Congress Draws a Line on AI Weapons After Anthropic-Pentagon Standoff
Senate Democrats introduce bills to ban autonomous AI weapons and mass surveillance after the Pentagon blacklisted Anthropic. What the legislation says and why it matters.

What happens when the Pentagon blacklists an American AI company for refusing to build autonomous weapons? Apparently, Congress starts writing laws. Over the past two weeks, Senate Democrats have introduced a flurry of legislation aimed at putting hard limits on how the military can use artificial intelligence — and the catalyst was the Anthropic-Pentagon confrontation that rocked the industry in early March.
The Chain of Events
It started with a contract negotiation. In February, Anthropic pushed back against the Pentagon's terms for deploying Claude models on classified networks, insisting on two red lines: no autonomous weapons without human authorization, and no mass surveillance of American citizens. The Defense Department refused.
What happened next was unprecedented. The Pentagon designated Anthropic — a San Francisco-based company, not a foreign adversary — as a "supply chain risk." It was a label historically reserved for entities like Huawei, never before applied to a domestic AI firm. Anthropic sued in federal court, and the AI industry split.
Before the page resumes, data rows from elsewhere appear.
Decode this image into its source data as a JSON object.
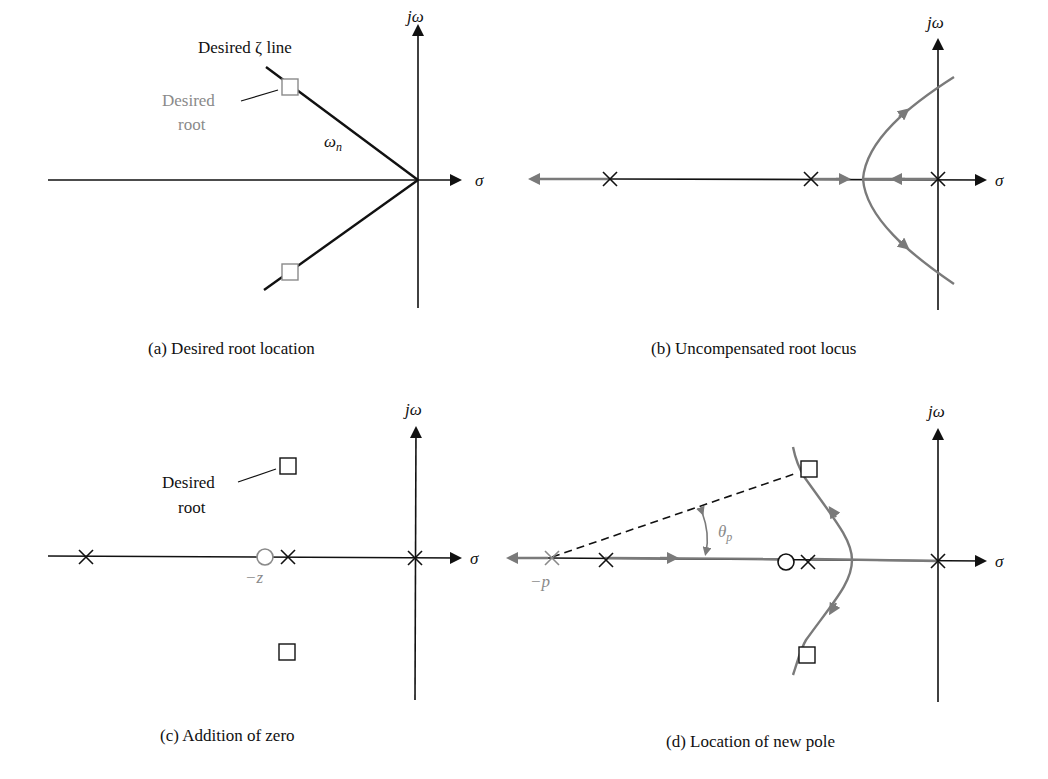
{
  "figure": {
    "panels": [
      {
        "id": "a",
        "caption": "(a)  Desired root location",
        "axis_labels": {
          "imag": "jω",
          "real": "σ"
        },
        "annotations": {
          "zeta_line": "Desired ζ line",
          "desired_root_line1": "Desired",
          "desired_root_line2": "root",
          "omega_n": "ω",
          "omega_n_sub": "n"
        }
      },
      {
        "id": "b",
        "caption": "(b)  Uncompensated root locus",
        "axis_labels": {
          "imag": "jω",
          "real": "σ"
        }
      },
      {
        "id": "c",
        "caption": "(c)  Addition of zero",
        "axis_labels": {
          "imag": "jω",
          "real": "σ"
        },
        "annotations": {
          "desired_root_line1": "Desired",
          "desired_root_line2": "root",
          "zero_label": "−z"
        }
      },
      {
        "id": "d",
        "caption": "(d)  Location of new pole",
        "axis_labels": {
          "imag": "jω",
          "real": "σ"
        },
        "annotations": {
          "pole_label": "−p",
          "theta": "θ",
          "theta_sub": "p"
        }
      }
    ],
    "colors": {
      "axis": "#111111",
      "locus": "#7a7a7a",
      "highlight_gray": "#8a8a8a"
    }
  }
}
OpenAI stepped into the vacuum, signing its own deal with the Pentagon. The optics were not great. Sam Altman later admitted the agreement looked "opportunistic and sloppy." And then OpenAI's own robotics lead resigned over the deal's ethical implications — a story that became its own headline.
What the Bills Actually Say
Three separate pieces of legislation emerged from the fallout, each targeting a different angle.
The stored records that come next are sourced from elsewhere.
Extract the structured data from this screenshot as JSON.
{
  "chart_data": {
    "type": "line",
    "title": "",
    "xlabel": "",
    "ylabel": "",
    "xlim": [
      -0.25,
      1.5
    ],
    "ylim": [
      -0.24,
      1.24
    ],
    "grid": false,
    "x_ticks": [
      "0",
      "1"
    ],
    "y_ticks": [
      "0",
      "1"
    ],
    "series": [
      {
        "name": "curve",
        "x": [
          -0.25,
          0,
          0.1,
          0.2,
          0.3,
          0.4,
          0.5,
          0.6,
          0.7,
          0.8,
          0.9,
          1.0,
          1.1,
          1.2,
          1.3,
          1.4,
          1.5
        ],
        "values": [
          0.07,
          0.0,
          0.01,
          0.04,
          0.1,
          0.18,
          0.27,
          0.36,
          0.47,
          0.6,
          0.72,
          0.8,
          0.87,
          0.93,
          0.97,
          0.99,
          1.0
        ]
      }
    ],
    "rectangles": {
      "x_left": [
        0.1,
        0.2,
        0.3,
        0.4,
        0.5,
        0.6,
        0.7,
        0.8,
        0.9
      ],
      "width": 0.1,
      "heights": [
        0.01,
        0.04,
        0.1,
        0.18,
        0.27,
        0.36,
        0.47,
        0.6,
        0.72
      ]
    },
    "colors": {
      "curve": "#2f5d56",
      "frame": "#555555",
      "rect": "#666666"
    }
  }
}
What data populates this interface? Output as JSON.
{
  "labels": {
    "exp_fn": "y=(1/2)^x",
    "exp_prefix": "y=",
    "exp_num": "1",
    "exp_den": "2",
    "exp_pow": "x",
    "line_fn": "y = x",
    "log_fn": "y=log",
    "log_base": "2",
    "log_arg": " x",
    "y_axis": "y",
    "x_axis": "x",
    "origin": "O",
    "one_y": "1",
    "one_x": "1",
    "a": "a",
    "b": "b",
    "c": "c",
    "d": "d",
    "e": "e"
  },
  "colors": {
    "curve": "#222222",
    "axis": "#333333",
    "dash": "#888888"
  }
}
The AI Guardrails Act, introduced by Sen. Elissa Slotkin (D-MI) on March 17, is the most concrete. It establishes three prohibitions: no firing autonomous weapons to kill without human authorization, no AI-driven mass surveillance of Americans, and no AI involvement in nuclear weapons launches. The safeguards cover the full AI lifecycle — development, testing, deployment, and post-deployment monitoring. There's an escape valve: the Defense Secretary can override the limits in extraordinary circumstances, but must notify Congress.
"Congress is behind in putting left and right limits on the use of AI, and the first place to start should be at the Pentagon." — Sen. Elissa Slotkin
Sen. Adam Schiff (D-CA) is drafting a companion bill that mandates "meaningful human control" over AI systems in combat. It draws on Biden-era frameworks and may be attached to the National Defense Authorization Act. Schiff has been blunt about what the Anthropic situation revealed:
"Whenever a technology has the capability of taking a human life, there needs to be a human operator in the chain of command. We don't want to delegate that kind of responsibility over life and death to an algorithm."
Separately, Sen. Bernie Sanders and Rep. Alexandria Ocasio-Cortez introduced the AI Data Center Moratorium Act on March 25, pausing new data center construction until federal AI safeguards are in place. It's a different bill with a different scope, but it's part of the same wave of Democratic pushback against unchecked AI deployment.
The Bigger Picture
Cornell Law professor Michael C. Dorf made a sharp observation: the Pentagon's refusal to accept Anthropic's conditions implies the government may actually intend to conduct mass surveillance and deploy autonomous weapons. Otherwise, why not simply agree to the restrictions?
Human Rights Watch warned that autonomous weapons risk placing civilians in grave danger because such systems cannot reliably distinguish between combatants and civilians. The organization has been pushing for international regulation, but domestic legislation like Slotkin's bill represents a more immediate path.
The industry itself is fractured. OpenAI initially adopted similar red lines in its own Pentagon contract — no mass surveillance, no autonomous weapons, no social credit systems — but critics point out that these are voluntary commitments, not legal requirements. Schiff said he would have "far more confidence in statutory requirements" than in relying on the goodness of any company or the lawfulness of the Pentagon.
In the House, Rep. Sam Liccardo (D-CA) tried a different approach: an amendment to the Defense Production Act that would prohibit federal agencies from retaliating against AI vendors that limit their technology. It failed on a party-line vote.
What Happens Next
The political math is not encouraging for the bills' supporters. Democrats are in the minority in both chambers, and some lawmakers worry the legislation will be seen as implicit criticism of the Trump administration. Midterm elections narrow the window further.
But the Anthropic lawsuit is still working through federal court. On March 24, U.S. District Judge Lin questioned whether Anthropic was being punished and whether the DOD violated the law. A ruling in Anthropic's favor could accomplish through the judiciary what Congress may struggle to do through legislation.
Meanwhile, the AI arms race between the U.S. and China continues to accelerate. Slotkin framed her bill not as anti-military but pro-competitiveness: "We must win the AI race against China. But to do that, we need action that puts limits on AI in the Department of Defense." The question is whether guardrails and a sprint can coexist — or whether one will inevitably slow the other.